Decades before Don Corleone and Tony Soprano became household names, in the 1930s the figure of the American gangster emerged as the archetypal antihero: equal parts man, myth, and social type, typically working-class and ethnic other (the down-on-his luck immigrant led astray), the prominence of the on-screen gangster reflected Prohibition-era economic/political anxieties and social/spatial transformations in the American city. Following in the footsteps of silent classics like Raoul Walsh's Regeneration and Josef von Sternberg's Underworld, '30s gangster talkies such as Public Enemy, Little Caesar, and Scarface warned against urban crime as social pathology – a criminal tendency that could allegedly be cured through enforcement, education, and psychological reform. Throughout the postwar era, gangsters continued to represent the threat of enemies within, key players in Cold-War era film noir and increasingly central to representations of London, Paris, and Tokyo criminal underworlds.

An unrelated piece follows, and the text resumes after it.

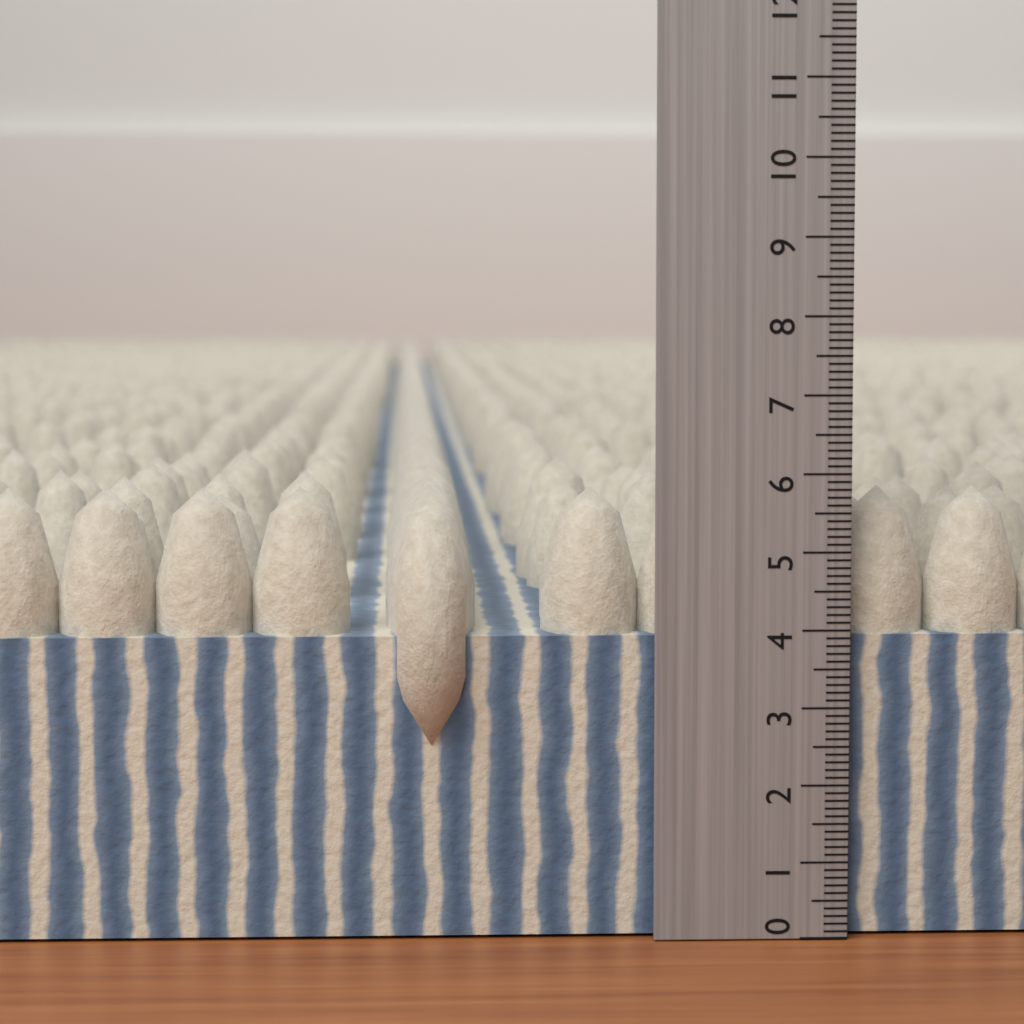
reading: 5.8 (no unit)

This course will examine the genealogy of the gangster film within the United States and its adaptations in French New Wave, Japanese yakuza, and more recent British, Irish, Asian, and African contexts. We'll build a technical vocabulary for how to discuss film as an audiovisual art form (camera work, perspective, framing, editing, lighting, soundtrack), while also examining the signature visual style of particular genres that surface within the gangster film (German expressionism, film noir, detective genre, war/espionage film, Western, documentary). We'll ask: What were/are the underlying representational politics of the gangster film? Historically, how did the nationalist and/or anarchist politics of immigrant mafias become allied with the enterprise of American capitalism? How do specific films present the relationship between organized labor and organized crime? The Organization and the Family? What role has religion, particularly Roman Catholicism, played within the lived and symbolic histories of these films? How has the American gangster genre influenced – and been influenced by – other (inter)national cinemas? How might we understand the transnational gangster film as reflective of increasingly diasporic criminal subcultures? In addition to weekly required screenings, we'll read ~150 pages a week of film and critical theory, as well as the source texts for several films.

Likely films: The Regeneration (1915); Underworld (1927); Little Caesar (1930); Public Enemy (1931); Scarface (1932/1983); The Informer (1935); Angels with Dirty Faces (1938); White Heat (1948); The Big Heat (1953); Rififi (1955); Breathless (1960); Mafioso (1962); Branded to Kill (1967); Pierrot le Fou (1969); Bonnie & Clyde (1967); The Godfather (1972); Mean Streets (1973); Miller's Crossing (1990); Boyz in the Hood (1991); Reservoir Dogs (1992); Pulp Fiction (1994); The General (1998); Ichi the Killer (2001); Infernal Affairs (2002); Tsotsi (2005); The Departed (2006)

*First day attendance required* Requirements: Journals (25%); Papers (50%); Participation/Quizzes/Presentation (25%); Weekly film screenings (day/time/location TBD).